The Interior Department will review all offshore wind energy regulations as a step toward ending preferential treatment for wind and solar, Interior Secretary Doug Burgum announced Thursday.
The review is part of the Trump administration’s plans to halt renewable energy development and promote fossil fuels. However, those forms of traditional energy generation are major contributors to climate change.
The Renewable Energy Modernization Rule is the review’s main target, the department announced Thursday. The rule, which the Biden administration finalized in May 2024, created a renewable energy leasing schedule and reduced restrictions on offshore wind power developers.
Burgum said the department wants to ensure the rule complies with the Outer Continental Shelf Lands Act, or OCSLA, and doesn’t promote renewables over other energy sources.
“We’re taking a results-driven approach that prioritizes reliability, strengthens national security and upholds both scientific integrity and responsible environmental stewardship,” Burgum said in a statement.
The Oceantic Network, a trade group representing the offshore wind industry, said Thursday the review continues a false narrative that will prevent an important source of electricity from reaching the grid when ratepayers are being stuck with high energy costs.
“Crippling affordable and reliable wind energy makes no economic sense and undermines the administration’s ‘all-of-the-above’ energy strategy,” said Oceantic Network spokeswoman Stephanie Francoeur. “We urge the Department to adopt policies which put all sources of American energy on an even playing field.”
The department announced the review after the Bureau of Ocean Energy Management on July 30 rescinded 3.5 million acres of offshore wind energy areas designated by the Biden administration for offshore wind farm leasing.
It also follows the Bureau of Land Management’s Aug. 6 cancellation of the Lava Ridge Wind Project in Idaho, which the Biden administration approved.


Find every line below that contains the word "poverty" and copy it out.

● ● ● ● ●

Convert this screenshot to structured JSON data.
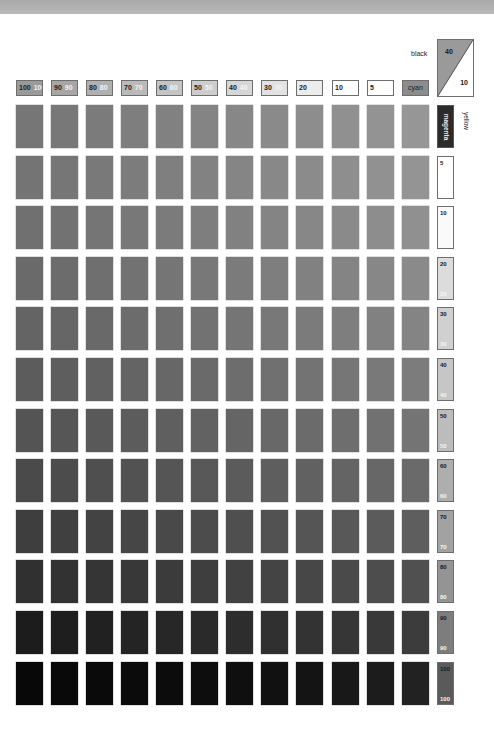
{
  "chart_data": {
    "type": "heatmap",
    "corner_key": {
      "black_label": "black",
      "black_value": "40",
      "second_value": "10"
    },
    "axis_labels": {
      "columns_axis": "cyan",
      "rows_axis": "yellow",
      "rows_ink": "magenta"
    },
    "column_headers": [
      {
        "k": "100",
        "y": "100"
      },
      {
        "k": "90",
        "y": "90"
      },
      {
        "k": "80",
        "y": "80"
      },
      {
        "k": "70",
        "y": "70"
      },
      {
        "k": "60",
        "y": "60"
      },
      {
        "k": "50",
        "y": "50"
      },
      {
        "k": "40",
        "y": "40"
      },
      {
        "k": "30",
        "y": "30"
      },
      {
        "k": "20",
        "y": ""
      },
      {
        "k": "10",
        "y": ""
      },
      {
        "k": "5",
        "y": ""
      },
      {
        "k": "cyan",
        "y": ""
      }
    ],
    "column_header_fills": [
      "#9a9a9a",
      "#a6a6a6",
      "#b0b0b0",
      "#bababa",
      "#c4c4c4",
      "#cdcdcd",
      "#d6d6d6",
      "#e2e2e2",
      "#ececec",
      "#ffffff",
      "#ffffff",
      "#8c8c8c"
    ],
    "row_headers": [
      {
        "k": "magenta",
        "y": ""
      },
      {
        "k": "5",
        "y": ""
      },
      {
        "k": "10",
        "y": ""
      },
      {
        "k": "20",
        "y": "20"
      },
      {
        "k": "30",
        "y": "30"
      },
      {
        "k": "40",
        "y": "40"
      },
      {
        "k": "50",
        "y": "50"
      },
      {
        "k": "60",
        "y": "60"
      },
      {
        "k": "70",
        "y": "70"
      },
      {
        "k": "80",
        "y": "80"
      },
      {
        "k": "90",
        "y": "90"
      },
      {
        "k": "100",
        "y": "100"
      }
    ],
    "row_header_fills": [
      "#2b2b2b",
      "#ffffff",
      "#fafafa",
      "#dcdcdc",
      "#d0d0d0",
      "#c6c6c6",
      "#bcbcbc",
      "#aeaeae",
      "#a2a2a2",
      "#949494",
      "#7d7d7d",
      "#5a5a5a"
    ],
    "grid_gray_values": [
      [
        118,
        120,
        123,
        126,
        129,
        132,
        135,
        138,
        141,
        144,
        147,
        150
      ],
      [
        116,
        118,
        121,
        124,
        127,
        130,
        133,
        136,
        139,
        142,
        145,
        148
      ],
      [
        112,
        114,
        117,
        120,
        123,
        126,
        129,
        132,
        135,
        138,
        141,
        144
      ],
      [
        106,
        108,
        111,
        114,
        117,
        120,
        123,
        126,
        129,
        132,
        135,
        138
      ],
      [
        100,
        102,
        105,
        108,
        111,
        114,
        117,
        120,
        123,
        126,
        129,
        132
      ],
      [
        92,
        94,
        97,
        100,
        103,
        106,
        109,
        112,
        115,
        118,
        121,
        124
      ],
      [
        84,
        86,
        89,
        92,
        95,
        98,
        101,
        104,
        107,
        110,
        113,
        116
      ],
      [
        74,
        76,
        79,
        82,
        85,
        88,
        91,
        94,
        97,
        100,
        103,
        106
      ],
      [
        62,
        64,
        67,
        70,
        73,
        76,
        79,
        82,
        85,
        88,
        91,
        94
      ],
      [
        48,
        50,
        53,
        56,
        59,
        62,
        65,
        68,
        71,
        74,
        77,
        80
      ],
      [
        28,
        30,
        33,
        36,
        39,
        42,
        45,
        48,
        51,
        54,
        57,
        60
      ],
      [
        8,
        9,
        10,
        11,
        12,
        13,
        15,
        17,
        20,
        24,
        28,
        34
      ]
    ],
    "layout": {
      "grid_rows": 12,
      "grid_cols": 12,
      "legend": "none",
      "grid": false
    }
  }
}
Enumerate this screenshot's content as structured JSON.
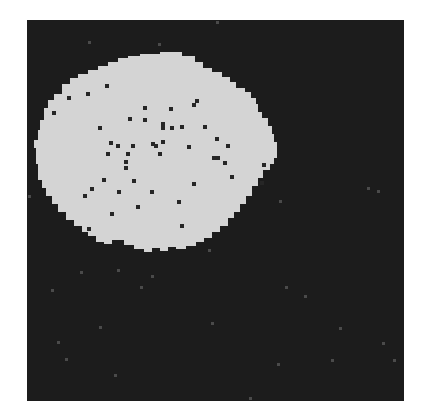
{
  "image": {
    "description": "Binary segmentation mask: a large irregular light-gray blob on a dark square background, with small dark holes inside the blob and faint gray speckles in the background",
    "colors": {
      "page_background": "#ffffff",
      "frame_background": "#1c1c1c",
      "blob": "#d4d4d4",
      "hole": "#262626",
      "speckle": "#4a4a4a"
    },
    "blob_polygon": [
      [
        175,
        52
      ],
      [
        182,
        52
      ],
      [
        182,
        56
      ],
      [
        195,
        56
      ],
      [
        195,
        62
      ],
      [
        203,
        62
      ],
      [
        203,
        68
      ],
      [
        212,
        68
      ],
      [
        212,
        72
      ],
      [
        222,
        72
      ],
      [
        222,
        77
      ],
      [
        230,
        77
      ],
      [
        230,
        82
      ],
      [
        236,
        82
      ],
      [
        236,
        88
      ],
      [
        245,
        88
      ],
      [
        245,
        92
      ],
      [
        251,
        92
      ],
      [
        251,
        98
      ],
      [
        256,
        98
      ],
      [
        256,
        104
      ],
      [
        258,
        104
      ],
      [
        258,
        112
      ],
      [
        262,
        112
      ],
      [
        262,
        118
      ],
      [
        268,
        118
      ],
      [
        268,
        126
      ],
      [
        272,
        126
      ],
      [
        272,
        134
      ],
      [
        274,
        134
      ],
      [
        274,
        142
      ],
      [
        277,
        142
      ],
      [
        277,
        158
      ],
      [
        274,
        158
      ],
      [
        274,
        164
      ],
      [
        270,
        164
      ],
      [
        270,
        170
      ],
      [
        263,
        170
      ],
      [
        263,
        178
      ],
      [
        258,
        178
      ],
      [
        258,
        186
      ],
      [
        252,
        186
      ],
      [
        252,
        196
      ],
      [
        246,
        196
      ],
      [
        246,
        204
      ],
      [
        240,
        204
      ],
      [
        240,
        212
      ],
      [
        234,
        212
      ],
      [
        234,
        218
      ],
      [
        228,
        218
      ],
      [
        228,
        226
      ],
      [
        220,
        226
      ],
      [
        220,
        232
      ],
      [
        212,
        232
      ],
      [
        212,
        238
      ],
      [
        204,
        238
      ],
      [
        204,
        242
      ],
      [
        196,
        242
      ],
      [
        196,
        246
      ],
      [
        186,
        246
      ],
      [
        186,
        249
      ],
      [
        176,
        249
      ],
      [
        176,
        247
      ],
      [
        168,
        247
      ],
      [
        168,
        251
      ],
      [
        160,
        251
      ],
      [
        160,
        248
      ],
      [
        152,
        248
      ],
      [
        152,
        252
      ],
      [
        144,
        252
      ],
      [
        144,
        249
      ],
      [
        134,
        249
      ],
      [
        134,
        245
      ],
      [
        124,
        245
      ],
      [
        124,
        240
      ],
      [
        112,
        240
      ],
      [
        112,
        244
      ],
      [
        104,
        244
      ],
      [
        104,
        242
      ],
      [
        96,
        242
      ],
      [
        96,
        236
      ],
      [
        88,
        236
      ],
      [
        88,
        232
      ],
      [
        82,
        232
      ],
      [
        82,
        226
      ],
      [
        74,
        226
      ],
      [
        74,
        220
      ],
      [
        66,
        220
      ],
      [
        66,
        212
      ],
      [
        58,
        212
      ],
      [
        58,
        204
      ],
      [
        52,
        204
      ],
      [
        52,
        196
      ],
      [
        46,
        196
      ],
      [
        46,
        188
      ],
      [
        42,
        188
      ],
      [
        42,
        180
      ],
      [
        38,
        180
      ],
      [
        38,
        164
      ],
      [
        36,
        164
      ],
      [
        36,
        148
      ],
      [
        34,
        148
      ],
      [
        34,
        140
      ],
      [
        38,
        140
      ],
      [
        38,
        130
      ],
      [
        40,
        130
      ],
      [
        40,
        120
      ],
      [
        44,
        120
      ],
      [
        44,
        108
      ],
      [
        48,
        108
      ],
      [
        48,
        100
      ],
      [
        54,
        100
      ],
      [
        54,
        94
      ],
      [
        62,
        94
      ],
      [
        62,
        84
      ],
      [
        70,
        84
      ],
      [
        70,
        78
      ],
      [
        78,
        78
      ],
      [
        78,
        74
      ],
      [
        88,
        74
      ],
      [
        88,
        70
      ],
      [
        98,
        70
      ],
      [
        98,
        66
      ],
      [
        108,
        66
      ],
      [
        108,
        62
      ],
      [
        118,
        62
      ],
      [
        118,
        58
      ],
      [
        128,
        58
      ],
      [
        128,
        56
      ],
      [
        140,
        56
      ],
      [
        140,
        54
      ],
      [
        160,
        54
      ],
      [
        160,
        52
      ]
    ],
    "holes": [
      [
        107,
        86
      ],
      [
        88,
        94
      ],
      [
        69,
        98
      ],
      [
        54,
        113
      ],
      [
        145,
        108
      ],
      [
        171,
        109
      ],
      [
        194,
        105
      ],
      [
        197,
        101
      ],
      [
        130,
        119
      ],
      [
        145,
        120
      ],
      [
        163,
        124
      ],
      [
        163,
        128
      ],
      [
        172,
        128
      ],
      [
        182,
        127
      ],
      [
        205,
        127
      ],
      [
        189,
        147
      ],
      [
        100,
        128
      ],
      [
        217,
        139
      ],
      [
        228,
        146
      ],
      [
        111,
        143
      ],
      [
        118,
        146
      ],
      [
        133,
        146
      ],
      [
        153,
        144
      ],
      [
        156,
        146
      ],
      [
        163,
        142
      ],
      [
        108,
        154
      ],
      [
        128,
        154
      ],
      [
        160,
        154
      ],
      [
        214,
        158
      ],
      [
        218,
        158
      ],
      [
        225,
        163
      ],
      [
        126,
        162
      ],
      [
        126,
        168
      ],
      [
        264,
        165
      ],
      [
        232,
        177
      ],
      [
        104,
        180
      ],
      [
        134,
        181
      ],
      [
        194,
        184
      ],
      [
        262,
        183
      ],
      [
        92,
        189
      ],
      [
        85,
        196
      ],
      [
        119,
        192
      ],
      [
        152,
        192
      ],
      [
        179,
        202
      ],
      [
        138,
        207
      ],
      [
        112,
        214
      ],
      [
        182,
        226
      ],
      [
        89,
        229
      ]
    ],
    "speckles": [
      [
        89,
        42
      ],
      [
        159,
        44
      ],
      [
        217,
        22
      ],
      [
        29,
        196
      ],
      [
        81,
        272
      ],
      [
        52,
        290
      ],
      [
        118,
        270
      ],
      [
        152,
        276
      ],
      [
        141,
        287
      ],
      [
        209,
        250
      ],
      [
        280,
        201
      ],
      [
        368,
        188
      ],
      [
        378,
        191
      ],
      [
        305,
        296
      ],
      [
        212,
        323
      ],
      [
        100,
        327
      ],
      [
        286,
        287
      ],
      [
        340,
        328
      ],
      [
        58,
        342
      ],
      [
        66,
        359
      ],
      [
        115,
        375
      ],
      [
        278,
        364
      ],
      [
        332,
        360
      ],
      [
        383,
        343
      ],
      [
        394,
        360
      ],
      [
        250,
        398
      ]
    ]
  }
}
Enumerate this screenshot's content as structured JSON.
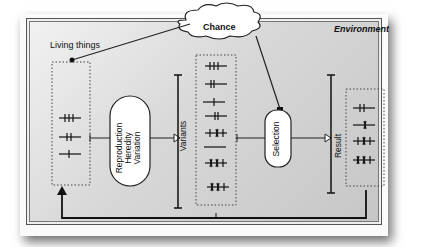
{
  "diagram": {
    "environment_label": "Environment",
    "chance_label": "Chance",
    "living_things_label": "Living things",
    "process_label": [
      "Reproduction",
      "Heredity",
      "Variation"
    ],
    "variants_label": "Variants",
    "selection_label": "Selection",
    "result_label": "Result",
    "living_things_items": 3,
    "variants_items": 8,
    "result_items": 4
  }
}
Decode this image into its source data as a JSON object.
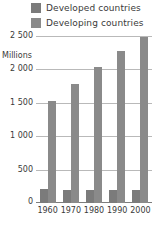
{
  "legend": {
    "position": "top",
    "entries": [
      {
        "label": "Developed countries",
        "color": "#7b7b7b",
        "swatch_name": "legend-swatch-developed"
      },
      {
        "label": "Developing countries",
        "color": "#8a8a8a",
        "swatch_name": "legend-swatch-developing"
      }
    ]
  },
  "axis": {
    "y_title": "Millions",
    "y_ticks": [
      "2 500",
      "2 000",
      "1 500",
      "1 000",
      "500",
      "0"
    ],
    "x_ticks": [
      "1960",
      "1970",
      "1980",
      "1990",
      "2000"
    ]
  },
  "chart_data": {
    "type": "bar",
    "title": "",
    "subtitle": "",
    "xlabel": "",
    "ylabel": "Millions",
    "categories": [
      "1960",
      "1970",
      "1980",
      "1990",
      "2000"
    ],
    "series": [
      {
        "name": "Developed countries",
        "color": "#7b7b7b",
        "values": [
          210,
          200,
          200,
          195,
          190
        ]
      },
      {
        "name": "Developing countries",
        "color": "#8a8a8a",
        "values": [
          1520,
          1780,
          2030,
          2270,
          2480
        ]
      }
    ],
    "ylim": [
      0,
      2500
    ],
    "ytick_values": [
      0,
      500,
      1000,
      1500,
      2000,
      2500
    ],
    "grid": true,
    "grid_color": "#b9b9b9",
    "legend_position": "top"
  }
}
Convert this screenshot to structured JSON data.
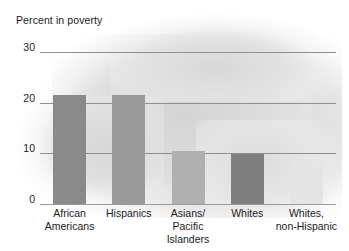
{
  "chart_data": {
    "type": "bar",
    "title": "Percent in poverty",
    "xlabel": "",
    "ylabel": "Percent in poverty",
    "categories": [
      "African\nAmericans",
      "Hispanics",
      "Asians/\nPacific Islanders",
      "Whites",
      "Whites,\nnon-Hispanic"
    ],
    "values": [
      21.6,
      21.5,
      10.5,
      9.9,
      8.2
    ],
    "ylim": [
      0,
      30
    ],
    "yticks": [
      0,
      10,
      20,
      30
    ],
    "ytick_labels": [
      "0",
      "10",
      "20",
      "30"
    ],
    "grid": "horizontal",
    "legend": "none",
    "bar_colors": [
      "#8a8a8a",
      "#9a9a9a",
      "#b0b0b0",
      "#7f7f7f",
      "#e4e4e4"
    ]
  },
  "colors": {
    "gridline": "#8f8f8f",
    "text": "#1c1c1c",
    "background": "#ffffff",
    "plot_shading": "#dcdcdc"
  }
}
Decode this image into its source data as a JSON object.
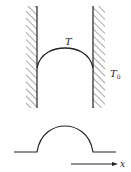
{
  "diagram": {
    "labels": {
      "meniscus_temperature": "T",
      "wall_temperature": "T",
      "wall_temperature_subscript": "0",
      "axis": "x"
    },
    "colors": {
      "stroke": "#222222",
      "hatch": "#555555",
      "background": "#ffffff"
    }
  }
}
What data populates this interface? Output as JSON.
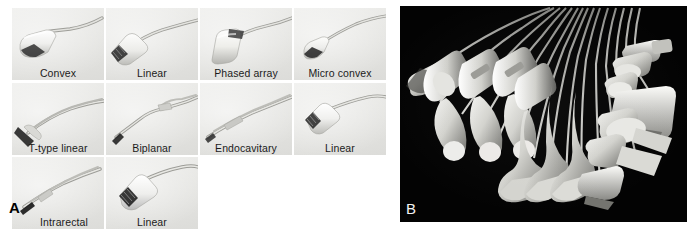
{
  "figure": {
    "panels": [
      {
        "id": "A",
        "label": "A",
        "kind": "grid-of-photographs",
        "background": "#ffffff",
        "tile_background": "#e8e8e6",
        "caption_color": "#1b1b1b",
        "rows": [
          {
            "items": [
              {
                "caption": "Convex",
                "probe": "convex"
              },
              {
                "caption": "Linear",
                "probe": "linear"
              },
              {
                "caption": "Phased array",
                "probe": "phased-array"
              },
              {
                "caption": "Micro convex",
                "probe": "micro-convex"
              }
            ]
          },
          {
            "items": [
              {
                "caption": "T-type linear",
                "probe": "t-type-linear"
              },
              {
                "caption": "Biplanar",
                "probe": "biplanar"
              },
              {
                "caption": "Endocavitary",
                "probe": "endocavitary"
              },
              {
                "caption": "Linear",
                "probe": "linear-wide"
              }
            ]
          },
          {
            "items": [
              {
                "caption": "Intrarectal",
                "probe": "intrarectal"
              },
              {
                "caption": "Linear",
                "probe": "linear-t"
              }
            ]
          }
        ]
      },
      {
        "id": "B",
        "label": "B",
        "kind": "photograph",
        "background": "#030303",
        "label_color": "#f2f2f2",
        "description": "Dark studio photograph of a fanned array of ultrasound transducers with their cables radiating to the upper right"
      }
    ]
  }
}
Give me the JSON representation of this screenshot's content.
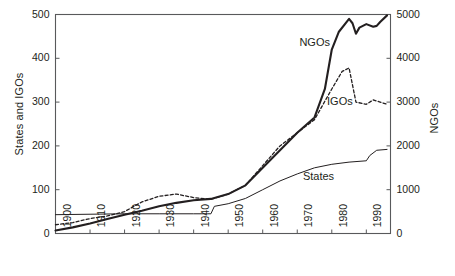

● ● ● ● ●

- [Reply to the exercise]:
    "title": "Percent in poverty",
    "ylabel": "Percent in poverty",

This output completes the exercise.